All three have been eager to prove they are committed to this “50 by 30” target, Steyer said, but the billionaire wants to see more detail from each candidate before he endorses anyone.
“We’re asking them to do it specifically and to meet certain goals, because the last thing we need is vague, inchoate, good intentions,” Steyer said.
Another victory for Steyer is that all serious Democratic candidates for president now oppose the construction of the Keystone XL pipeline, a project that the Obama administration has yet to rule on. Steyer’s group has made the opposition to Keystone a litmus test for whether it would lend financial support to a candidate.
Clinton had suggested in the past that she was “inclined” to support the pipeline’s development, but she recently announced she would oppose it and has been accused by Republicans of flip-flopping on the issue to pander to far-left Democratic primary voters.

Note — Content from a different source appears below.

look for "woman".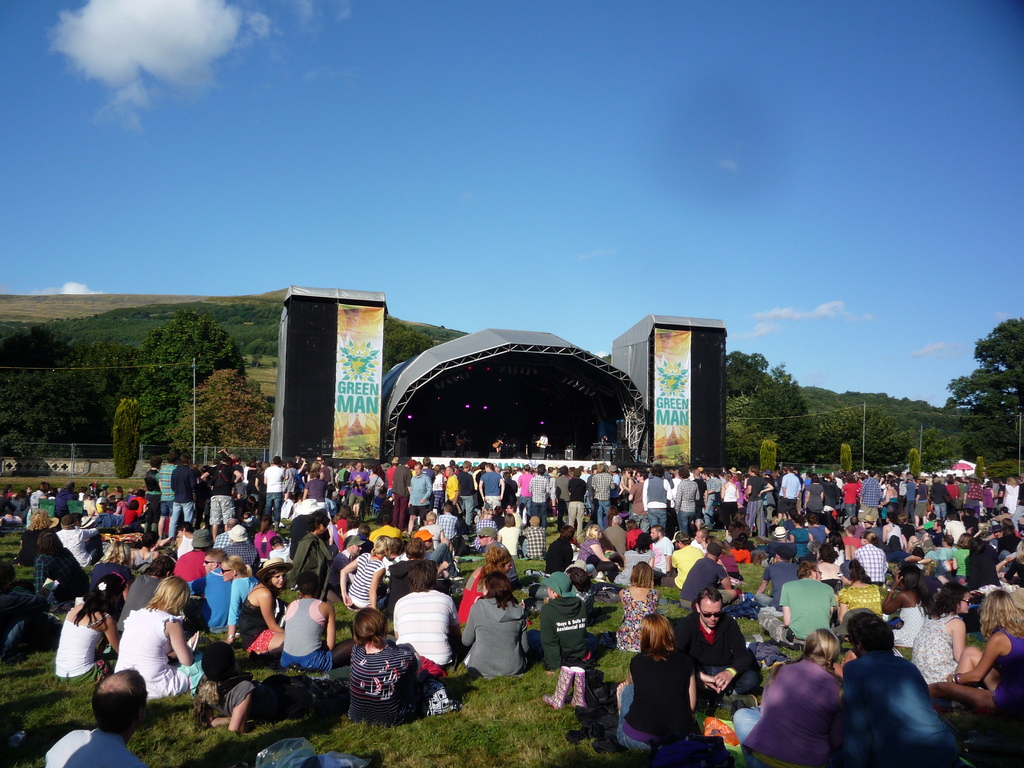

“Keystone is really a trophy,” Steyer said. “In the broadest sense, if you read why Mrs. Clinton ultimately came out against the pipeline, it was as a choice to go forward on a clean energy economy.”
Steyer has already spent at least $5 million this campaign cycle to convince voters to pressure politicians on climate change. That’s a major investment at this early stage that puts him on pace with the biggest super-PAC donors on the Republican side.
Last week he announced a “seven-figure” advertising campaign in early-voting states, and his super-PAC NextGen Climate is investing heavily in digital technology and has opened offices in four key states: Iowa, New Hampshire, Florida and Ohio.
NextGen has hired a number of digital experts who are veterans of the past two Obama presidential campaigns, and the group is investing heavily in social media outreach.
One such tactic involved Pope Francis’s recent visit to the U.S., during which the climate super-PAC used location-based filters on Snapchat to target voters who might be receptive to the pope’s messages about global warming.
Steyer admits he is keenly aware that he will face strong opposition from the right in 2016, and he takes especially seriously the influence of the conservative donor network organized by billionaire industrialists Charles and -David Koch.
NextGen ran ads attacking the Koch brothers in the midterm election season, but asked whether he would do so again, Steyer said he is now less interested in negativity and more concerned about telling a positive story about why people should care about climate change.
“Their influence is gigantic,” Steyer said of the Kochs.
“They’re talking about spending a billion dollars in 2016 and in my experience when they talk about spending X they usually spend 1.5X.
“So how seriously do I take that? That’s a gigantic, unbelievable amount of money. … I take them extremely seriously.”
The Koch network plans to raise about $900 million for all its political and philanthropic activities this campaign cycle, but Charles Koch told Forbes he expects only about $300 million of that will be spent on electoral politics.
“We have always tried to characterize this as a David and Goliath fight,” said Steyer of his battle with the Kochs.
“They’re much bigger. They have much more money,” Steyer added. “Of course that’s important. … [But] we have to rely on the fact that the facts are on our side, the morality is on our side and the economics are on our side.
“And, you know if that weren’t true, we wouldn’t have a chance in hell.”